Horror: A Very Short Introduction
ISBN: 9780198755562
Language: english
Size: 111*174
Weight: 130 g
Page no.: 130
Publish year: 2021
Horror: A Very Short Introduction
Explores the constantly changing face of horror, ranging across hundreds of years of theatre, literature, films, and on the internet
Discusses some of the key tropes of horror, including monsters, body horror, the supernatural, and evil science
Considers how horror often reflects contemporary anxieties and fears, and the way society responds to literary and film representations of the gruesome and taboo
Explores our own fascination with horror, and engages in the argument of whether the enjoyment of horror should be regarded with suspicion
First published in hardback as Sleeping with the Lights on
Four o'clock in the morning, and the lights are on and still there's no way we're going to sleep, not after the film we just saw. The book we just read. Fear is one of the most primal human emotions, and one of the hardest to reason with and dispel. So why do we scare ourselves? It seems almost mad that we would frighten ourselves for fun, and yet there are thousands of books, films, games, and other forms of entertainment designed to do exactly that.

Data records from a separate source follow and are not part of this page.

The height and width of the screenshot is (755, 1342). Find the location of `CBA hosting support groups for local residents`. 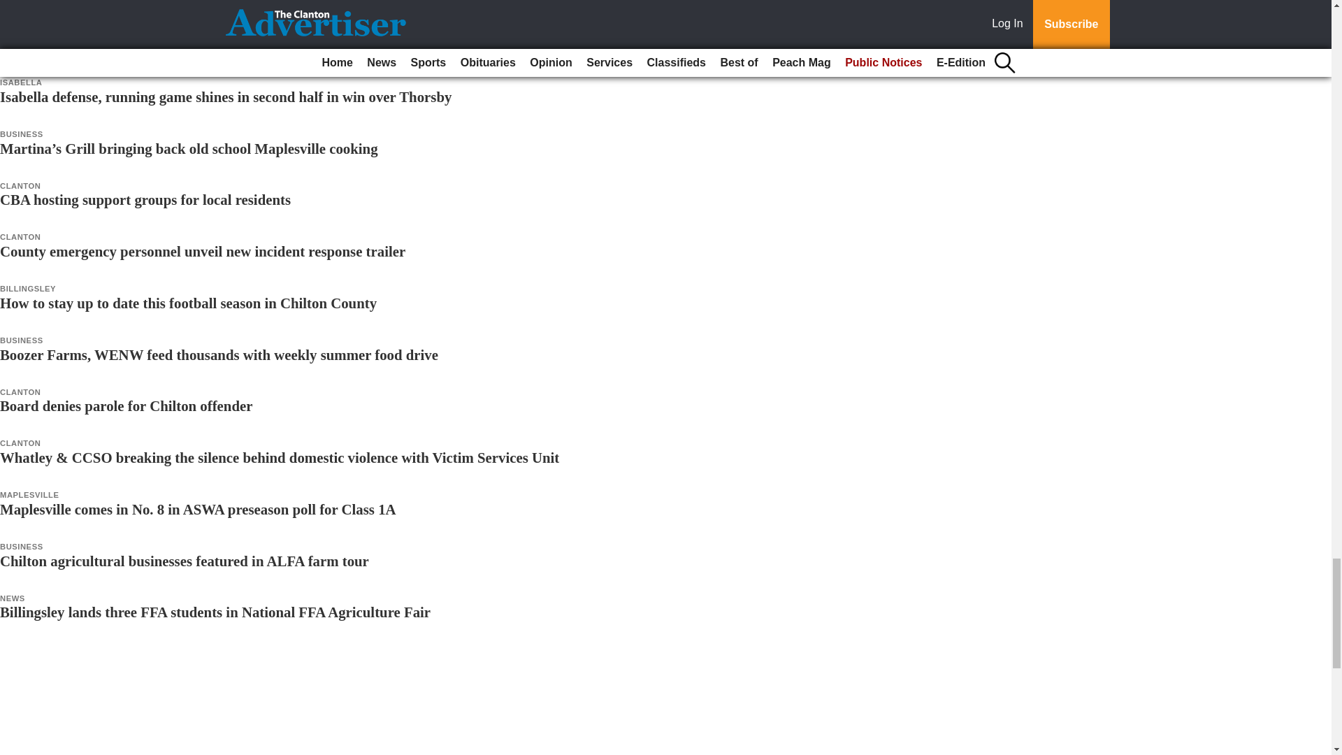

CBA hosting support groups for local residents is located at coordinates (145, 200).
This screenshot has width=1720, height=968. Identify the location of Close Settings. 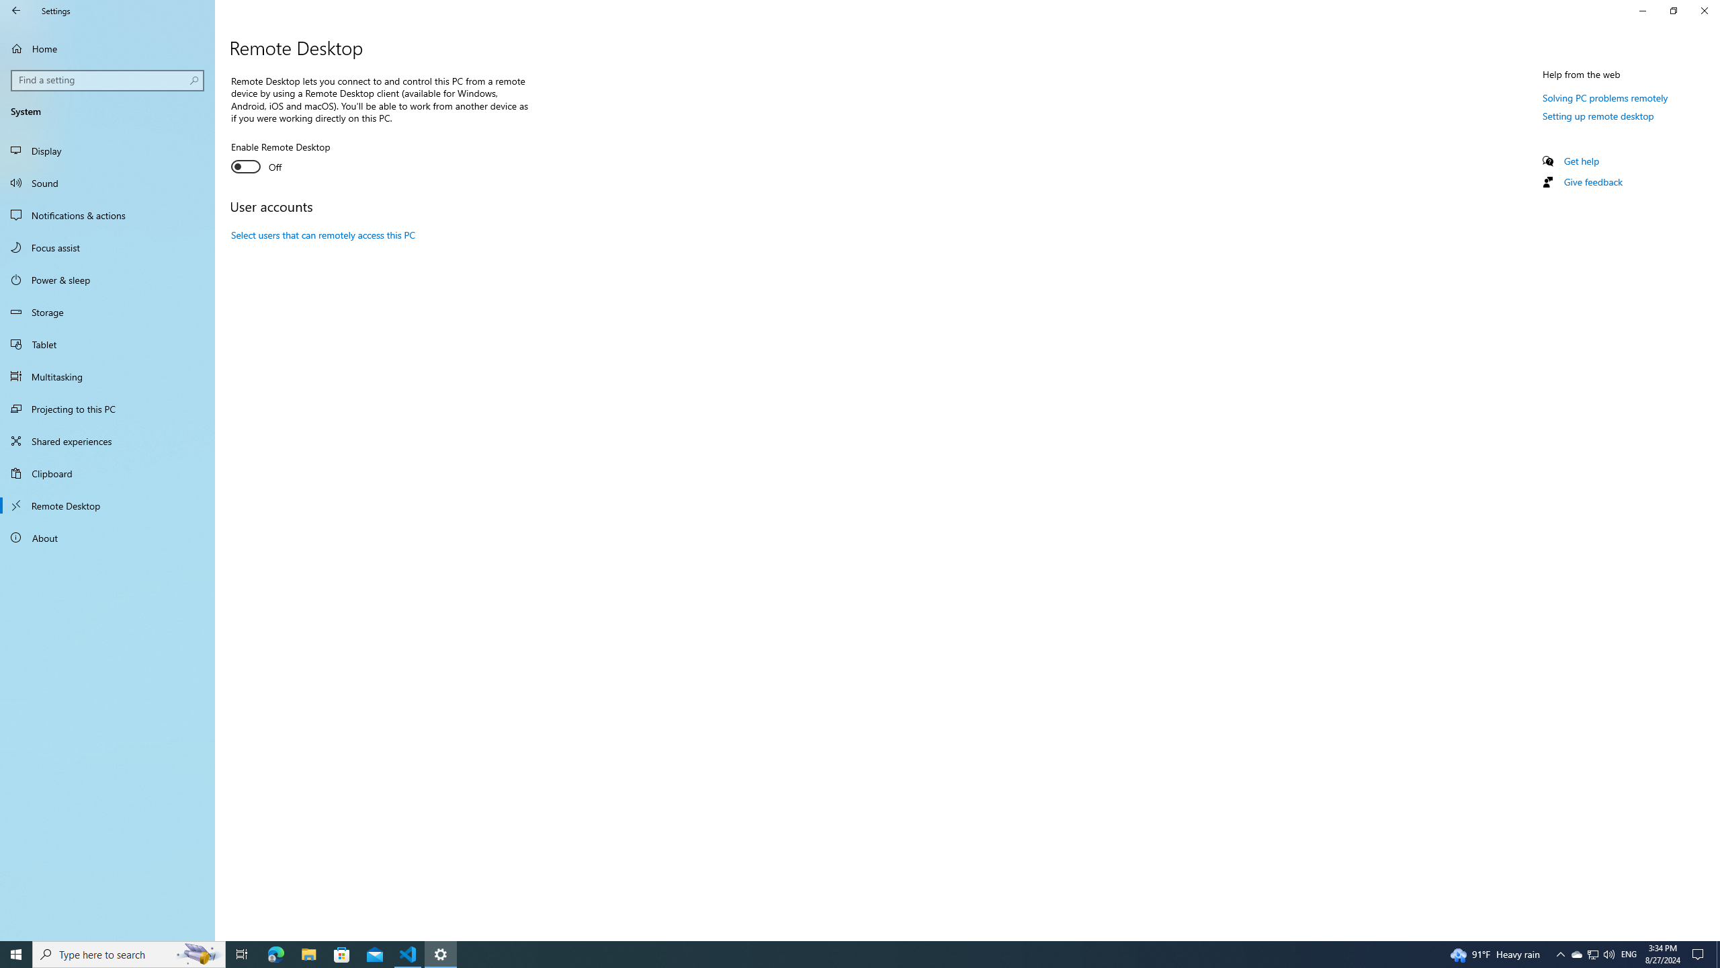
(1704, 11).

As Darryl Jones shows, the horror genre is huge. Ranging from vampires, ghosts, and werewolves to mad scientists, Satanists, and deranged serial killers, the cathartic release of scaring ourselves has made its appearance in everything from Shakespearean tragedies to internet memes. Exploring the key tropes of the genre, including its monsters, its psychological chills, and its love affair with the macabre, this Very Short Introduction discusses why horror stories disturb us, and how society responds to literary and film representations of the gruesome and taboo. Should the enjoyment of horror be regarded with suspicion? Are there different levels of the horrific, and should we distinguish between the commonly reviled carnage of contemporary torture porn and the culturally acceptable bloodbaths of ancient Greek tragedies?
Analysing the way in which horror manifests multiple personalities, and has been used throughout history to articulate the fears and taboos of the current generation, Darryl Jones considers the continuing evolution of the genre today. As horror is mass marketed to mainstream society in the form of romantic vampires and blockbuster hits, it also continues to maintain its former shadowy presence on the edges of respectability, as banned films and violent internet phenomena push us to question both our own preconceptions and the terrifying capacity of human nature.
Contents:
Introduction
1:Monsters
2:The occult and the supernatural
3:Horror and the body
4:Horror and the mind
5:Science and horror
6:Afterword: horror since the millenium
Further Reading
Index
Darryl Jones is Professor of English and Dean of the Faculty of Arts, Humanities and Social Sciences at Trinity College Dublin, where he teaches nineteenth-century literature and popular fiction. His books include Horror: A Thematic History in Fiction and Film (2002), the Oxford World's Classics editions of M. R. James's Collected Ghost Stories (2011), and Horror Stories: Classic Tales from Hoffmann to Hodgson (2014). He has also written numerous articles on nineteenth-century fiction and supernatural literature.